Electronic downloads

Citation formats  
  • HTML
    Elaine Cheong, Christopher Brooks, Edward A. Lee. <a
    href="http://chess.eecs.berkeley.edu/pubs/49.html"
    ><i>Viptos 5.1-alpha</i></a>, UC
    Berkeley, 1, November, 2005.
  • Plain text
    Elaine Cheong, Christopher Brooks, Edward A. Lee.
    "Viptos 5.1-alpha". UC Berkeley, 1, November, 2005.
  • BibTeX
    @software{CheongBrooksLee05_Viptos51alpha,
        author = {Elaine Cheong and Christopher Brooks and Edward A.
                  Lee},
        title = {Viptos 5.1-alpha},
        institution = {UC Berkeley},
        day = {1},
        month = {November},
        year = {2005},
        abstract = {Viptos is an interface between TinyOS and Ptolemy
                  II. TinyOS is an event-driven operating system
                  designed for sensor network nodes that have very
                  limited resources (e.g., 8K bytes of program
                  memory, 512 bytes of RAM).
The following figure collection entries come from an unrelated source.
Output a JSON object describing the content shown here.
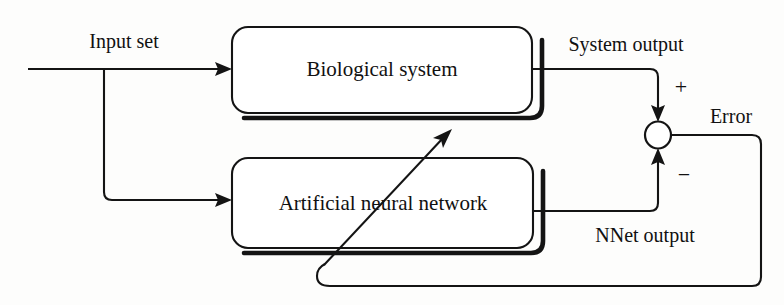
{
  "diagram": {
    "background_color": "#fdfdfc",
    "line_color": "#141414",
    "blocks": [
      {
        "id": "biological-system",
        "label": "Biological system"
      },
      {
        "id": "artificial-neural-network",
        "label": "Artificial neural network"
      }
    ],
    "labels": {
      "input_set": "Input set",
      "system_output": "System output",
      "nnet_output": "NNet output",
      "error": "Error",
      "plus_sign": "+",
      "minus_sign": "−"
    },
    "junction": {
      "name": "summing-junction",
      "shape": "circle",
      "plus_input": "System output",
      "minus_input": "NNet output",
      "output": "Error"
    }
  }
}
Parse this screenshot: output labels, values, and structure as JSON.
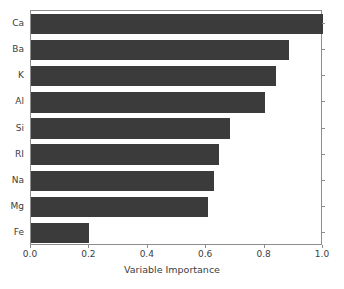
{
  "chart_data": {
    "type": "bar",
    "orientation": "horizontal",
    "title": "",
    "xlabel": "Variable Importance",
    "ylabel": "",
    "categories": [
      "Ca",
      "Ba",
      "K",
      "Al",
      "Si",
      "RI",
      "Na",
      "Mg",
      "Fe"
    ],
    "values": [
      1.0,
      0.885,
      0.84,
      0.8,
      0.68,
      0.645,
      0.625,
      0.605,
      0.2
    ],
    "xlim": [
      0.0,
      1.0
    ],
    "xticks": [
      0.0,
      0.2,
      0.4,
      0.6,
      0.8,
      1.0
    ],
    "xtick_labels": [
      "0.0",
      "0.2",
      "0.4",
      "0.6",
      "0.8",
      "1.0"
    ],
    "grid": false,
    "legend": null,
    "bar_color": "#3b3b3b",
    "axis_color": "#8d8d8d",
    "text_color": "#3d3d3d",
    "background": "#ffffff"
  }
}
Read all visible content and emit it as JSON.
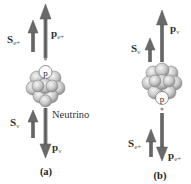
{
  "diagram": {
    "panels": [
      {
        "caption": "(a)",
        "labels": {
          "spin_positron": {
            "main": "S",
            "sub": "e+"
          },
          "momentum_positron": {
            "main": "p",
            "sub": "e+"
          },
          "spin_neutrino": {
            "main": "S",
            "sub": "ν"
          },
          "momentum_neutrino": {
            "main": "p",
            "sub": "ν"
          },
          "particle": "Neutrino",
          "proton": "p"
        }
      },
      {
        "caption": "(b)",
        "labels": {
          "spin_neutrino": {
            "main": "S",
            "sub": "ν"
          },
          "momentum_neutrino": {
            "main": "p",
            "sub": "ν"
          },
          "spin_positron": {
            "main": "S",
            "sub": "e+"
          },
          "momentum_positron": {
            "main": "p",
            "sub": "e+"
          },
          "proton": "p"
        }
      }
    ],
    "colors": {
      "arrow": "#6b6b6b",
      "arrow_dark": "#4a4a4a",
      "nucleus_light": "#e0e0e0",
      "nucleus_mid": "#bdbdbd",
      "nucleus_dark": "#8a8a8a"
    }
  }
}
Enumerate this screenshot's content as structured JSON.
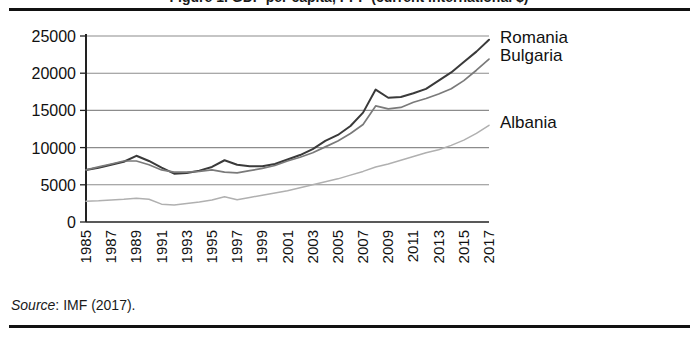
{
  "figure": {
    "partial_title": "Figure 1. GDP per capita, PPP (current international $)",
    "source_prefix": "Source",
    "source_text": ": IMF (2017)."
  },
  "chart_data": {
    "type": "line",
    "title": "",
    "xlabel": "",
    "ylabel": "",
    "ylim": [
      0,
      25000
    ],
    "ytick_step": 5000,
    "yticks": [
      "0",
      "5000",
      "10000",
      "15000",
      "20000",
      "25000"
    ],
    "grid": true,
    "legend_position": "right-inline",
    "x_tick_labels": [
      "1985",
      "1987",
      "1989",
      "1991",
      "1993",
      "1995",
      "1997",
      "1999",
      "2001",
      "2003",
      "2005",
      "2007",
      "2009",
      "2011",
      "2013",
      "2015",
      "2017"
    ],
    "x": [
      1985,
      1986,
      1987,
      1988,
      1989,
      1990,
      1991,
      1992,
      1993,
      1994,
      1995,
      1996,
      1997,
      1998,
      1999,
      2000,
      2001,
      2002,
      2003,
      2004,
      2005,
      2006,
      2007,
      2008,
      2009,
      2010,
      2011,
      2012,
      2013,
      2014,
      2015,
      2016,
      2017
    ],
    "series": [
      {
        "name": "Romania",
        "color": "#3a3a3a",
        "values": [
          7000,
          7300,
          7700,
          8100,
          8900,
          8200,
          7300,
          6500,
          6600,
          6900,
          7400,
          8300,
          7700,
          7500,
          7500,
          7800,
          8400,
          9000,
          9800,
          10900,
          11700,
          12900,
          14700,
          17800,
          16700,
          16800,
          17300,
          17900,
          19000,
          20100,
          21500,
          22900,
          24500
        ]
      },
      {
        "name": "Bulgaria",
        "color": "#7a7a7a",
        "values": [
          7000,
          7400,
          7800,
          8200,
          8200,
          7700,
          7000,
          6700,
          6700,
          6800,
          7000,
          6700,
          6600,
          6900,
          7200,
          7600,
          8200,
          8700,
          9300,
          10100,
          10900,
          11900,
          13100,
          15600,
          15200,
          15400,
          16100,
          16600,
          17200,
          17900,
          19000,
          20400,
          21900
        ]
      },
      {
        "name": "Albania",
        "color": "#b0b0b0",
        "values": [
          2800,
          2850,
          2950,
          3050,
          3200,
          3050,
          2400,
          2300,
          2500,
          2700,
          2950,
          3400,
          3000,
          3300,
          3600,
          3900,
          4200,
          4600,
          5000,
          5400,
          5800,
          6300,
          6800,
          7400,
          7800,
          8300,
          8800,
          9300,
          9700,
          10300,
          11000,
          11900,
          13000
        ]
      }
    ],
    "series_label_y": {
      "Romania": 24800,
      "Bulgaria": 22400,
      "Albania": 13400
    },
    "annotations": []
  }
}
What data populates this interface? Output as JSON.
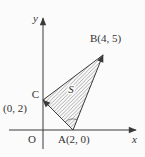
{
  "figure": {
    "type": "coordinate-plane-triangle",
    "axis_labels": {
      "x": "x",
      "y": "y"
    },
    "origin_label": "O",
    "points": [
      {
        "name": "A",
        "label": "A(2, 0)",
        "x": 2,
        "y": 0
      },
      {
        "name": "B",
        "label": "B(4, 5)",
        "x": 4,
        "y": 5
      },
      {
        "name": "C",
        "label": "C",
        "coord_label": "(0, 2)",
        "x": 0,
        "y": 2
      }
    ],
    "region_label": "S",
    "segments": [
      {
        "from": "A",
        "to": "B",
        "arrow": true
      },
      {
        "from": "A",
        "to": "C",
        "arrow": true
      },
      {
        "from": "C",
        "to": "B",
        "arrow": false
      }
    ],
    "shading": "diagonal-hatch",
    "colors": {
      "background": "#fbfbfb",
      "stroke": "#3a3a3a",
      "hatch": "#6b6b6b",
      "ink": "#333333"
    }
  }
}
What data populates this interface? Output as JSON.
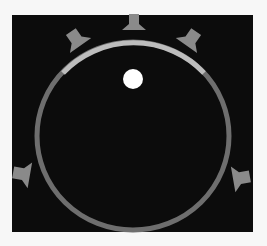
{
  "game": {
    "title": "Circular arena",
    "colors": {
      "background": "#f7f7f7",
      "panel": "#0c0c0c",
      "ring": "#6e6e6e",
      "ring_highlight": "#bdbdbd",
      "bumper": "#8a8a8a",
      "ball": "#ffffff"
    },
    "arena": {
      "cx": 133,
      "cy": 136,
      "rx": 96,
      "ry": 94,
      "stroke_width": 5
    },
    "highlight_arc": {
      "start": [
        63,
        73
      ],
      "end": [
        204,
        73
      ]
    },
    "ball": {
      "cx": 133,
      "cy": 79,
      "r": 10
    },
    "bumpers": [
      {
        "name": "top",
        "x": 134,
        "y": 22,
        "angle": 0
      },
      {
        "name": "upper-left",
        "x": 78,
        "y": 38,
        "angle": -40
      },
      {
        "name": "upper-right",
        "x": 190,
        "y": 38,
        "angle": 40
      },
      {
        "name": "left",
        "x": 20,
        "y": 174,
        "angle": -90
      },
      {
        "name": "right",
        "x": 242,
        "y": 178,
        "angle": 90
      }
    ]
  }
}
TinyOS, is used, for
                  example, on the Berkeley MICA motes, which are
                  small wireless sensor nodes. The Viptos5.1-alpha
                  release is a source only release that works under
                  Linux only. Under Windows, Viptos will not run
                  TinyOS models, though the models are viewable.},
        URL = {http://chess.eecs.berkeley.edu/pubs/49.html}
    }
    

Posted by Christopher Brooks on 4 May 2006.